You should probably not use template_redirect because it can blow away everything else that WordPress does with the Template Hierarchy – its called right at the beginning of template-loader.php. Also, it mean you need to include the template yourself in some way or another, which is kind of annoying.
Looks like your targeting single posts. I take it that /category/ in your example permalinks actually refers to /category-name/, not the /category/ base that is required for category indexes.
Since your targeting single posts, its best to filter ‘single_template’. Optionally you can check for post type, since single templates can be pages or posts, and you may not want that.
You have a second problem though, and its actually more complicated. The /details bit at the end of your url won’t be captured. The rewrite rules are going to be confused by it and throw a 404 at you. So to capture that your going to need to add something to the rewrite rules. Try this, I tested this a little and it seems to work.
function detail_rewrite_rule( $rules ) {
$newrules = array();
$newrules['(.+?)/([^/]+)(/[0-9]+)?/detail/?$'] = 'index.php?category_name=$matches[1]&name=$matches[2]&page=$matches[3]&detail=1';
return $newrules + $rules;
}
add_filter( 'rewrite_rules_array','detail_rewrite_rules' );
function detail_flush_rules(){
$rules = get_option( 'rewrite_rules' );
if ( ! isset( $rules['(.+?)/([^/]+)(/[0-9]+)?/detail/?$'] ) ) {
global $wp_rewrite;
$wp_rewrite->flush_rules();
}
}
add_action( 'init','detail_flush_rules' );
That should extend your permalink structure to allow you to add ‘detail’ to the query string and give it a value of ‘1’. Which we can then check for when filtering the template.
function filter_single_template($template){
$object = get_queried_object();
$templates = array();
/* If detail is in the query string, create a list of templates to use */
if($_GET['detail']) {
$templates[] = "detail-single.php";
$templates[] = "detail-single-{$object->post_type}.php";
}
/* If one of our custom detail templates exists, return it.
* Otherwise return the original template
*/
return (!empty(locate_template($templates))) ? locate_template($templates) : $template;
}
add_filter('page_template', 'filter_single_template');
What were doing here is checking to see if $_GET[‘detail’] is true, and if it is, were creating a hierarchical list of templates to use – if they exist. The locate_template function will look through the list from top to bottom and return the path to the first one it finds. Later, we check to see if locate_template() found anything at all, if not, we keep the original template which might be single-{post_type}.php, single.php, or index.php.
By doing it this way, you not only preserve the original Template Hierarchy, you are actually extending it.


§ **ABOUT THIS TASK**
Every line from the one containing "Detect 'human face' in this image." through the last line below should be reproduced exactly; please include nothing else.
======== SOURCE INFORMATION ========
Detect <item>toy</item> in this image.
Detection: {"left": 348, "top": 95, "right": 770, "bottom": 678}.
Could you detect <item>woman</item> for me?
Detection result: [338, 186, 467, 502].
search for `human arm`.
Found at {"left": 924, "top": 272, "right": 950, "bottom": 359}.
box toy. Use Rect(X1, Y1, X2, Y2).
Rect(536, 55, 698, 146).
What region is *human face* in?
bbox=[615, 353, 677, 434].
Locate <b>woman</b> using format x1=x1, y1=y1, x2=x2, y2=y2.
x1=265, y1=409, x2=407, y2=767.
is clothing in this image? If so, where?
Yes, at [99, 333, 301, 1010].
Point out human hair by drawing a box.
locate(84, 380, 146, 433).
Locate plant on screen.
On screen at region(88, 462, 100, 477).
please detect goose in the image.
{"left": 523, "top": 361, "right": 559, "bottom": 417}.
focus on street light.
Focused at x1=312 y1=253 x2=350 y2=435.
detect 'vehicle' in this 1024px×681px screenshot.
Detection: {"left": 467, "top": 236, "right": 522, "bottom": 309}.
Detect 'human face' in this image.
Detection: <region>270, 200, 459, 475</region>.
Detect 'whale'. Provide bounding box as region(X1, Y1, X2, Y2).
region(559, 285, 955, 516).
========
§ **REPLY TO THE TASK**
Detect 'human face' in this image.
Detection: <region>270, 200, 459, 475</region>.
Detect 'whale'. Provide bounding box as region(X1, Y1, X2, Y2).
region(559, 285, 955, 516).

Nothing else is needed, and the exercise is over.